Jeff:
Thanks for your kind words about my tracks, I always start a model with the part(s) which I think will be the most challenging. The sheer numbers of track components was the challenge in the case of the Cat Sixty. The track link sections which form the chain in pairs were the largest group comprising 140 bits (with an allowance for mistakes – of which there were several). Another challenge I’d rather do without is availability of material, I’m in the sticks in Western Canada and I have to make do with local material supplies. Lots of time was spent in prepping sheared plate pieces into a form where I could start “real” machining.
It looks as though you have some decent reference materials at your disposal, the drawing from the parts book can probably be scaled if you haven’t got a full size one to measure up. I got access to two tractors in a museum in California last summer and spent a lot of time with tape measure and camera, so far, however, there have been some dimensions I really should have taken but didn’t.
I managed to get an owner’s manual and two parts manuals for the Cat Sixty as well as some published photographs from caterpillar’s archives.
I’m sticking to smaller scales, apart from anything else I can lift the completed model off the bench. It’s also in keeping with my workshop space and machinery.
Any “castings” are machined from the solid, steel mostly so I can get down to accurate cross sections as opposed to oversize spokes etc. in a weaker material. Over the years I’ve been disappointed in the quality of castings I’ve bought, the usual litany of complaints such as porosity, not cleaning up and inclusions.
Good luck with the Erie shovel – will it be a face shovel with crowding motion and the engine up on the boom and an exhaust at the boom end?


## Exercise brief
Search the entries for the word "bbox" and pull out each line that has it.
- Opening Delimiter -
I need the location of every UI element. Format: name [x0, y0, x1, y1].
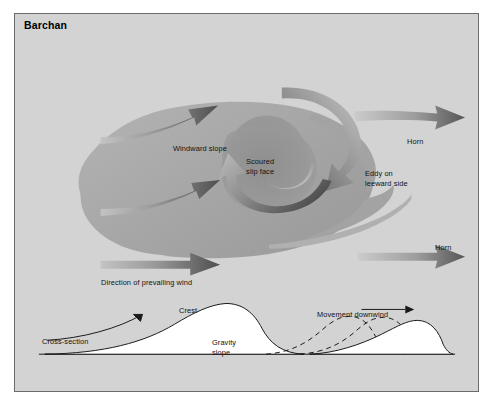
figure-title: Barchan [24, 19, 67, 31]
cross-section-pointer-arrowhead [133, 314, 142, 321]
lower-horn-outflow-arrow [358, 245, 466, 269]
upper-horn-outflow-arrow [354, 106, 466, 130]
cross-section-pointer-line [47, 314, 143, 340]
figure-panel: Windward slope Scoured slip face Eddy on… [14, 13, 479, 392]
diagram-canvas [15, 14, 478, 391]
later-profile [310, 320, 453, 354]
current-profile [45, 303, 304, 354]
cross-section-group [39, 303, 455, 354]
movement-downwind-arrowhead [405, 305, 414, 313]
barchan-dune-figure: Windward slope Scoured slip face Eddy on… [0, 0, 493, 406]
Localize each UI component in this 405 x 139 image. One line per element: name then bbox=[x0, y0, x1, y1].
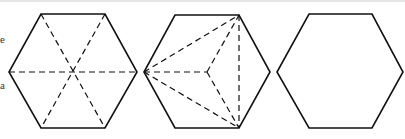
hexagon-outline bbox=[277, 14, 403, 128]
hexagon-diagram bbox=[0, 0, 405, 139]
hexagon-plain bbox=[277, 14, 403, 128]
dashed-diagonal bbox=[144, 72, 239, 128]
dashed-diagonal bbox=[144, 15, 239, 72]
hexagon-vertex-fan bbox=[144, 15, 270, 128]
dashed-diagonal bbox=[207, 15, 239, 72]
hexagon-center-fan bbox=[9, 14, 137, 128]
dashed-diagonal bbox=[207, 72, 239, 128]
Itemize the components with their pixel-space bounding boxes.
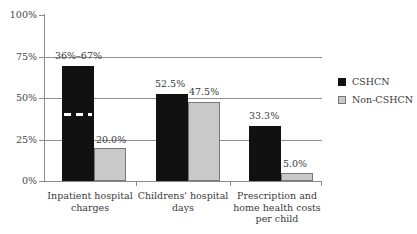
value-label-noncshcn-inpatient: 20.0% [96, 134, 126, 145]
value-label-noncshcn-prescription: 5.0% [283, 158, 307, 169]
x-axis-category-prescription-home-health: Prescription and home health costs per c… [231, 190, 323, 225]
x-axis-category-childrens-hospital-days: Childrens' hospital days [137, 190, 229, 213]
x-tick-group-2-3 [230, 181, 231, 186]
bar-noncshcn-prescription-home-health [281, 173, 313, 181]
category-line-2: days [137, 202, 229, 214]
category-line-1: Prescription and [231, 190, 323, 202]
x-axis-category-inpatient-hospital-charges: Inpatient hospital charges [44, 190, 136, 213]
legend-item-cshcn: CSHCN [338, 74, 413, 89]
category-line-1: Inpatient hospital [44, 190, 136, 202]
x-tick-group-1-2 [136, 181, 137, 186]
bar-noncshcn-inpatient-hospital-charges [94, 148, 126, 181]
x-tick-end [321, 181, 322, 186]
y-tick-0 [39, 181, 45, 182]
y-axis-label-75: 75% [0, 52, 37, 62]
value-label-noncshcn-childrens-days: 47.5% [189, 86, 219, 97]
value-label-cshcn-prescription: 33.3% [249, 110, 279, 121]
category-line-3: per child [231, 213, 323, 225]
y-axis-label-100: 100% [0, 10, 37, 20]
category-line-1: Childrens' hospital [137, 190, 229, 202]
y-tick-25 [39, 140, 45, 141]
bar-chart: 100% 75% 50% 25% 0% 36%–67% 20.0% 52.5% … [0, 0, 417, 234]
y-tick-50 [39, 98, 45, 99]
category-line-2: charges [44, 202, 136, 214]
value-label-cshcn-childrens-days: 52.5% [155, 78, 185, 89]
category-line-2: home health costs [231, 202, 323, 214]
bar-cshcn-prescription-home-health [249, 126, 281, 181]
legend-item-non-cshcn: Non-CSHCN [338, 92, 413, 107]
value-label-cshcn-inpatient: 36%–67% [55, 50, 102, 61]
legend-label-non-cshcn: Non-CSHCN [352, 94, 413, 105]
gray-square-icon [338, 96, 346, 104]
y-axis-label-25: 25% [0, 135, 37, 145]
range-lower-bound-dash-icon [64, 113, 92, 116]
black-square-icon [338, 78, 346, 86]
bar-cshcn-inpatient-hospital-charges [62, 66, 94, 181]
y-axis-label-50: 50% [0, 93, 37, 103]
bar-cshcn-childrens-hospital-days [156, 94, 188, 181]
legend-label-cshcn: CSHCN [352, 76, 390, 87]
y-tick-100 [39, 15, 45, 16]
y-axis-label-0: 0% [0, 176, 37, 186]
bar-noncshcn-childrens-hospital-days [188, 102, 220, 181]
x-axis-line [44, 181, 322, 182]
chart-legend: CSHCN Non-CSHCN [338, 74, 413, 110]
y-tick-75 [39, 57, 45, 58]
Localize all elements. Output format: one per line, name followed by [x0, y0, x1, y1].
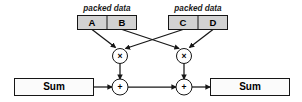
edge-layer: [92, 30, 213, 88]
mul-left-symbol: ×: [118, 51, 123, 61]
edge-b-to-mul-right: [122, 30, 179, 49]
packed-data-group-1[interactable]: packed data A B: [78, 4, 137, 29]
packed-data-group-2[interactable]: packed data C D: [169, 4, 228, 29]
packed-cell-c[interactable]: C: [180, 17, 187, 28]
sum-out-label: Sum: [239, 81, 261, 92]
edge-c-to-mul-left: [126, 30, 184, 49]
edge-a-to-mul-left: [92, 30, 116, 48]
packed-data-caption-2: packed data: [173, 4, 222, 13]
dataflow-diagram: packed data A B packed data C D × × +: [0, 0, 302, 102]
packed-cell-b[interactable]: B: [119, 17, 126, 28]
add-right-symbol: +: [182, 82, 187, 92]
multiplier-left[interactable]: ×: [113, 49, 128, 64]
packed-cell-a[interactable]: A: [89, 17, 96, 28]
diagram-canvas: packed data A B packed data C D × × +: [0, 0, 302, 102]
mul-right-symbol: ×: [182, 51, 187, 61]
sum-in-label: Sum: [43, 81, 65, 92]
multiplier-right[interactable]: ×: [177, 49, 192, 64]
packed-data-caption-1: packed data: [82, 4, 131, 13]
adder-left[interactable]: +: [112, 79, 128, 95]
edge-d-to-mul-right: [190, 30, 214, 48]
packed-cell-d[interactable]: D: [210, 17, 217, 28]
adder-right[interactable]: +: [176, 79, 192, 95]
sum-box-input[interactable]: Sum: [15, 79, 94, 96]
add-left-symbol: +: [118, 82, 123, 92]
sum-box-output[interactable]: Sum: [211, 79, 290, 96]
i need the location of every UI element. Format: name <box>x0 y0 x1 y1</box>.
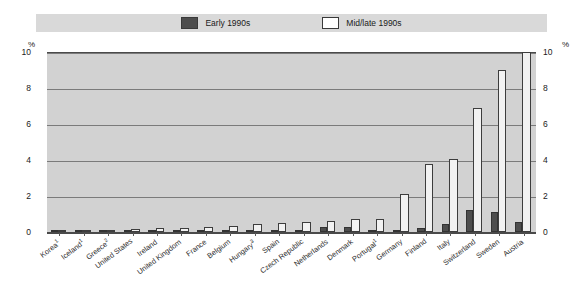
x-axis-tick <box>279 233 280 236</box>
x-axis-tick <box>181 233 182 236</box>
x-axis-tick <box>206 233 207 236</box>
x-axis-tick <box>499 233 500 236</box>
bar-group <box>340 52 364 232</box>
x-axis-tick <box>304 233 305 236</box>
bar-mid-late-1990s <box>278 223 287 232</box>
x-axis-label-korea: Korea1 <box>38 238 61 259</box>
bar-group <box>316 52 340 232</box>
x-axis-tick <box>133 233 134 236</box>
bar-group <box>438 52 462 232</box>
y-axis-tick-right-4: 4 <box>543 156 565 165</box>
bar-group <box>512 52 536 232</box>
bar-mid-late-1990s <box>302 222 311 232</box>
x-axis-tick <box>255 233 256 236</box>
bar-mid-late-1990s <box>522 52 531 232</box>
bar-early-1990s <box>466 210 473 232</box>
y-axis-tick-left-4: 4 <box>9 156 31 165</box>
legend-swatch-icon-mid <box>322 17 339 29</box>
bar-mid-late-1990s <box>473 108 482 232</box>
bar-group <box>365 52 389 232</box>
bar-series-container <box>47 52 536 232</box>
x-axis-tick <box>59 233 60 236</box>
bar-group <box>145 52 169 232</box>
x-axis-label-portugal: Portugal1 <box>350 238 380 263</box>
y-axis-tick-left-8: 8 <box>9 84 31 93</box>
legend-swatch-icon-early <box>181 17 198 29</box>
bar-mid-late-1990s <box>376 219 385 233</box>
y-axis-tick-right-0: 0 <box>543 228 565 237</box>
bar-mid-late-1990s <box>498 70 507 232</box>
x-axis-tick <box>108 233 109 236</box>
bar-early-1990s <box>491 212 498 232</box>
bar-group <box>71 52 95 232</box>
y-axis-tick-left-2: 2 <box>9 192 31 201</box>
x-axis-tick <box>84 233 85 236</box>
chart-legend: Early 1990s Mid/late 1990s <box>36 14 547 32</box>
bar-group <box>389 52 413 232</box>
bar-group <box>292 52 316 232</box>
bar-group <box>243 52 267 232</box>
bar-group <box>267 52 291 232</box>
x-axis-tick <box>157 233 158 236</box>
x-axis-tick <box>475 233 476 236</box>
y-axis-tick-left-0: 0 <box>9 228 31 237</box>
bar-mid-late-1990s <box>351 219 360 232</box>
x-axis-label-iceland: Iceland1 <box>59 238 86 261</box>
legend-item-mid-late-1990s: Mid/late 1990s <box>322 17 401 29</box>
y-axis-tick-right-6: 6 <box>543 120 565 129</box>
bar-early-1990s <box>442 224 449 232</box>
bar-mid-late-1990s <box>253 224 262 232</box>
bar-group <box>463 52 487 232</box>
bar-group <box>194 52 218 232</box>
x-axis-label-france: France <box>185 238 208 258</box>
bar-group <box>487 52 511 232</box>
x-axis-label-germany: Germany <box>375 238 404 262</box>
chart-figure: Early 1990s Mid/late 1990s % % Korea1Ice… <box>0 0 583 300</box>
x-axis-tick <box>524 233 525 236</box>
x-axis-tick <box>328 233 329 236</box>
x-axis-label-italy: Italy <box>436 238 451 252</box>
bar-early-1990s <box>515 222 522 232</box>
x-axis-label-hungary: Hungary3 <box>227 238 257 264</box>
y-axis-tick-right-2: 2 <box>543 192 565 201</box>
legend-label-early: Early 1990s <box>205 19 250 28</box>
x-axis-labels: Korea1Iceland1Greece2United StatesIrelan… <box>0 232 583 300</box>
y-axis-tick-left-6: 6 <box>9 120 31 129</box>
x-axis-tick <box>426 233 427 236</box>
y-axis-tick-left-10: 10 <box>9 48 31 57</box>
x-axis-tick <box>377 233 378 236</box>
legend-item-early-1990s: Early 1990s <box>181 17 250 29</box>
x-axis-label-finland: Finland <box>404 238 428 259</box>
x-axis-label-denmark: Denmark <box>326 238 354 262</box>
bar-mid-late-1990s <box>400 194 409 232</box>
bar-group <box>47 52 71 232</box>
y-axis-tick-right-10: 10 <box>543 48 565 57</box>
bar-group <box>169 52 193 232</box>
legend-label-mid: Mid/late 1990s <box>346 19 401 28</box>
bar-group <box>218 52 242 232</box>
bar-mid-late-1990s <box>327 221 336 232</box>
x-axis-tick <box>353 233 354 236</box>
x-axis-tick <box>230 233 231 236</box>
y-axis-tick-right-8: 8 <box>543 84 565 93</box>
bar-mid-late-1990s <box>425 164 434 232</box>
bar-group <box>414 52 438 232</box>
x-axis-label-austria: Austria <box>502 238 525 258</box>
bar-group <box>120 52 144 232</box>
bar-mid-late-1990s <box>449 159 458 232</box>
x-axis-tick <box>450 233 451 236</box>
bar-group <box>96 52 120 232</box>
x-axis-tick <box>402 233 403 236</box>
x-axis-label-sweden: Sweden <box>475 238 501 260</box>
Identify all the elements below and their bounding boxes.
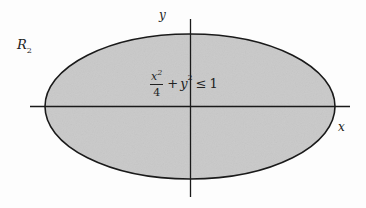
fraction: x2 4 [150, 68, 163, 99]
x-axis-label: x [338, 121, 345, 133]
inequality-label: x2 4 + y2 ≤ 1 [150, 68, 218, 99]
ellipse-region-figure: R2 y x x2 4 + y2 ≤ 1 [0, 0, 366, 208]
ellipse-diagram [0, 0, 366, 208]
y-axis-label: y [159, 9, 166, 21]
region-label: R2 [17, 38, 32, 55]
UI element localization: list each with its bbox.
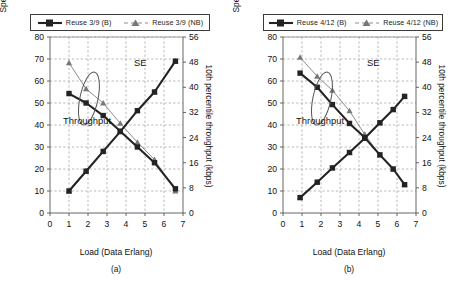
- Closing Delimiter -
## Exercise answer
Localize each UI component in this 405 x 139 image. One line per element: name then bbox=[x0, y0, x1, y1].
hexagon-outline bbox=[277, 14, 403, 128]
hexagon-diagram bbox=[0, 0, 405, 139]
hexagon-plain bbox=[277, 14, 403, 128]
dashed-diagonal bbox=[144, 72, 239, 128]
dashed-diagonal bbox=[144, 15, 239, 72]
hexagon-vertex-fan bbox=[144, 15, 270, 128]
dashed-diagonal bbox=[207, 15, 239, 72]
hexagon-center-fan bbox=[9, 14, 137, 128]
dashed-diagonal bbox=[207, 72, 239, 128]
UI element localization: list each with its bbox.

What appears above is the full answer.